I was born the year after this film released, and have lived pretty much ever since in Bristol, where a large part of it is set. It's very strange to watch a film that you really feel you can identify with (unless you're born in LA). The movie has the feel of my childhood, things hadn't changed much by the time my memories begin, Thatcher's socially divisive reign lasting from 1979 to 1990 coming straight after the economic disaster of the rest of the 70s which had lead to the humiliation to the national pride of Britain borrowing money from the International Monetary Fund.

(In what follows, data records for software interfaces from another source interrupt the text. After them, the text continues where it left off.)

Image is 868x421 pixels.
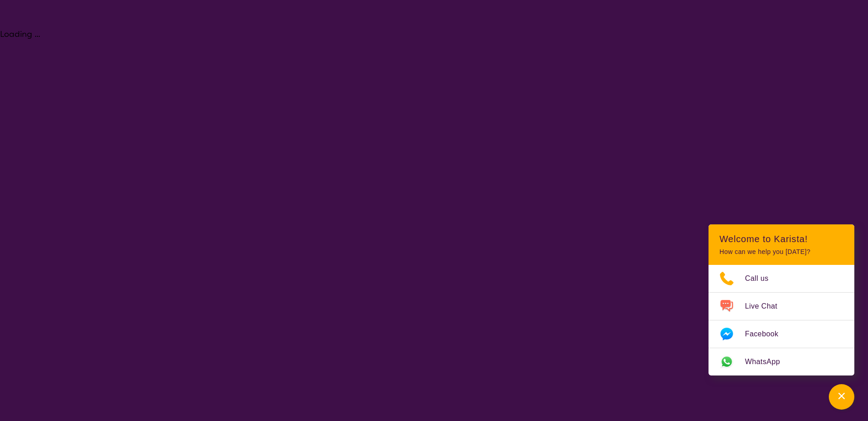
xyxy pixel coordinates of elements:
p: How can we help you [DATE]? [719,248,843,256]
a: Web link opens in a new tab. [708,348,854,376]
div: Channel Menu [708,224,854,376]
ul: Choose channel [708,265,854,376]
button: Channel Menu [828,385,854,410]
span: Live Chat [745,300,788,313]
span: Call us [745,272,779,286]
span: WhatsApp [745,355,791,369]
span: Facebook [745,327,789,341]
h2: Welcome to Karista! [719,234,843,245]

People were angry back then, they bit given half the chance, strangers in the street or in the park, or the pub, would bite. Some of it hasn't changed at all, young men joining the army because it's less humiliating than working in a factory or going to jail, then they come back from dubious wars unable to reintegrate into society, like the hitch hiking soldier in the movie. The threat of Irish Republican terrorism stayed until I was an adult. My guess is that there was actually an IRA bomb exploded in Bristol during the filming of this movie (17 December 1978); it was the second time the IRA had targeted Christmas shoppers in Bristol. Not anyone I knew, despite all the murders, really had any understanding as to what it was all about, no doubt it had to do with more young men who found doling out violence more attractive than low status lives.

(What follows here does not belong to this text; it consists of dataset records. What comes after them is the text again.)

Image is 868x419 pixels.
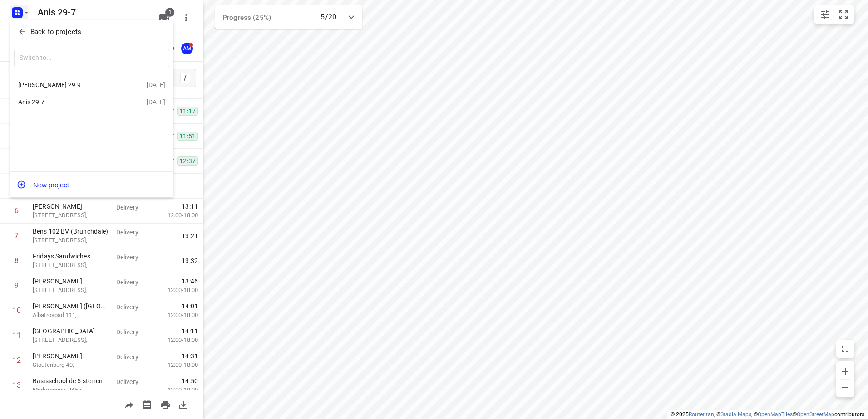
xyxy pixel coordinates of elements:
[18,81,123,88] div: [PERSON_NAME] 29-9
[14,24,170,39] button: Back to projects
[10,176,173,194] button: New project
[14,49,170,68] input: Switch to...
[18,98,123,106] div: Anis 29-7
[147,81,166,88] div: [DATE]
[10,94,173,111] div: Anis 29-7[DATE]
[10,76,173,94] div: [PERSON_NAME] 29-9[DATE]
[31,27,81,37] p: Back to projects
[147,98,166,106] div: [DATE]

The film is great at hinting at the political storm about to come, and really gets kudos for its clairvoyance. It was very confusing to me growing up as to why only one party (the Tories),were subject to big sleaze exposes in the newspapers. After all, aren't all politicians corrupt and vice-ridden? The radio news story early in this film refers to a group of prostitutes threatening to reveal the names of their clients from the realms of politics and the clergy, as there was a debate going on about whether to relax laws regarding soliciting for sex, and the hypocrisy of some of the participants angered them. The point was that the Tories would publicly speak out in favour of family values all the time, and then go and have a drugs binge with their favourite rent boys. Other politicians did this too, but it didn't make them hypocrites, so the press didn't hound them.

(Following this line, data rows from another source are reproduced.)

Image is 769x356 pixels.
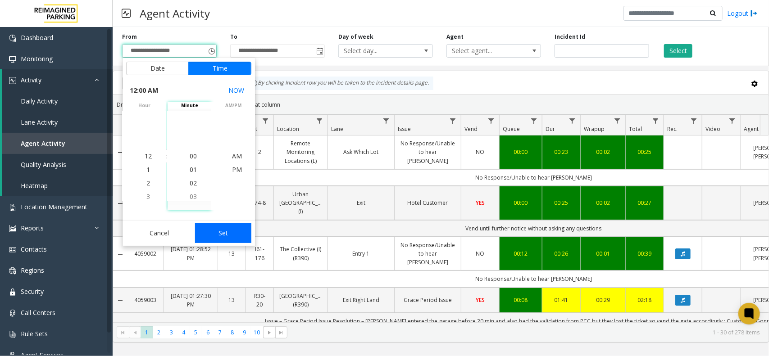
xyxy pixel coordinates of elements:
div: 02:18 [631,296,658,305]
span: 3 [146,192,150,201]
span: Page 5 [190,327,202,339]
a: Hotel Customer [400,199,456,207]
span: 1 [146,165,150,174]
span: Go to the next page [263,327,275,339]
span: Daily Activity [21,97,58,105]
span: Video [706,125,720,133]
a: 4059003 [133,296,158,305]
a: I74-8 [251,199,268,207]
span: Toggle popup [206,45,216,57]
span: 12 [145,152,152,160]
span: Lane Activity [21,118,58,127]
a: Queue Filter Menu [528,115,540,127]
a: 00:25 [631,148,658,156]
a: 13 [223,296,240,305]
label: Day of week [338,33,374,41]
span: Vend [465,125,478,133]
a: Heatmap [2,175,113,196]
div: : [166,152,168,161]
span: Page 6 [202,327,214,339]
span: Lane [331,125,343,133]
img: 'icon' [9,225,16,232]
img: pageIcon [122,2,131,24]
label: From [122,33,137,41]
span: Wrapup [584,125,605,133]
span: Page 7 [214,327,226,339]
span: Dashboard [21,33,53,42]
span: Rule Sets [21,330,48,338]
a: [DATE] 01:28:52 PM [169,245,212,262]
a: Dur Filter Menu [566,115,579,127]
span: Location Management [21,203,87,211]
a: 00:02 [586,199,620,207]
a: 00:27 [631,199,658,207]
img: 'icon' [9,246,16,254]
div: 00:08 [505,296,537,305]
img: 'icon' [9,56,16,63]
span: Security [21,287,44,296]
a: No Response/Unable to hear [PERSON_NAME] [400,139,456,165]
a: Collapse Details [113,200,128,207]
span: Activity [21,76,41,84]
span: Go to the last page [278,329,285,337]
a: Total Filter Menu [650,115,662,127]
div: Data table [113,115,769,323]
a: 00:00 [505,148,537,156]
a: Rec. Filter Menu [688,115,700,127]
a: 01:41 [548,296,575,305]
span: Select day... [339,45,414,57]
img: 'icon' [9,268,16,275]
button: Select [664,44,693,58]
img: logout [751,9,758,18]
a: NO [467,148,494,156]
span: 00 [190,152,197,160]
a: Lane Filter Menu [380,115,392,127]
span: 01 [190,165,197,174]
a: Collapse Details [113,149,128,156]
a: 00:26 [548,250,575,258]
a: 00:01 [586,250,620,258]
a: Daily Activity [2,91,113,112]
a: 00:23 [548,148,575,156]
a: 00:25 [548,199,575,207]
span: Go to the last page [275,327,287,339]
span: 03 [190,192,197,201]
span: Page 10 [251,327,263,339]
span: YES [476,296,485,304]
a: 00:39 [631,250,658,258]
span: Agent Activity [21,139,65,148]
span: Page 1 [141,327,153,339]
a: 00:02 [586,148,620,156]
a: Collapse Details [113,251,128,258]
img: 'icon' [9,331,16,338]
a: Location Filter Menu [314,115,326,127]
a: Grace Period Issue [400,296,456,305]
kendo-pager-info: 1 - 30 of 278 items [293,329,760,337]
span: NO [476,148,485,156]
a: 00:29 [586,296,620,305]
span: YES [476,199,485,207]
span: hour [123,102,166,109]
img: 'icon' [9,77,16,84]
span: Dur [546,125,555,133]
a: YES [467,296,494,305]
a: Entry 1 [333,250,389,258]
a: Quality Analysis [2,154,113,175]
span: Select agent... [447,45,522,57]
a: 4059002 [133,250,158,258]
a: No Response/Unable to hear [PERSON_NAME] [400,241,456,267]
a: Agent Activity [2,133,113,154]
span: 02 [190,179,197,187]
a: Urban [GEOGRAPHIC_DATA] (I) [279,190,322,216]
span: Contacts [21,245,47,254]
a: I61-176 [251,245,268,262]
label: To [230,33,237,41]
a: 13 [223,250,240,258]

It really was an age of hypocrisy, of adults who had strange bloodthirsty and austere ideas who often didn't practice what they preached. The ugliness of this austerity is shown by the middle aged Anglo-German lady who rants about how the young have no respect, and are selfish because they live without fear, ignoring the feelings of the young woman looking for her child, something that a fellow mother should have found easy to connect to. In this respect there has been some progress, we're more likely to be able to put ourselves in the other person's shoes, and I don't see people walking around angry all the time any more. Hypocrisy is a word I haven't had to use for some time.

At the time the film was made we hadn't quite had such a thorough Americanisation. Robert is refused entry into a club because of his leather jacket, nowadays a pound is a pound, whoever's mitt it's in, and only people who are clearly going to cause trouble (already drunk) are refused entry. A lady I used to work was still upset about going on honeymoon with her man and being refused a room at a hotel because they were wearing leather jackets, about the time this film was made.

Radio on is a disturbing hodge podge of huge social problems, but there are moments of clear beauty, particularly a shot of a lady in a laundrette, whilst a piece of transcendent Kraftwerk plays. The idea of a road movie in the UK is a slightly unusual one given that it doesn't take very long to get from any one place here to the other, so the plot is a little contrived to that end. A very minor complaint in what is an absolute triumph of a movie.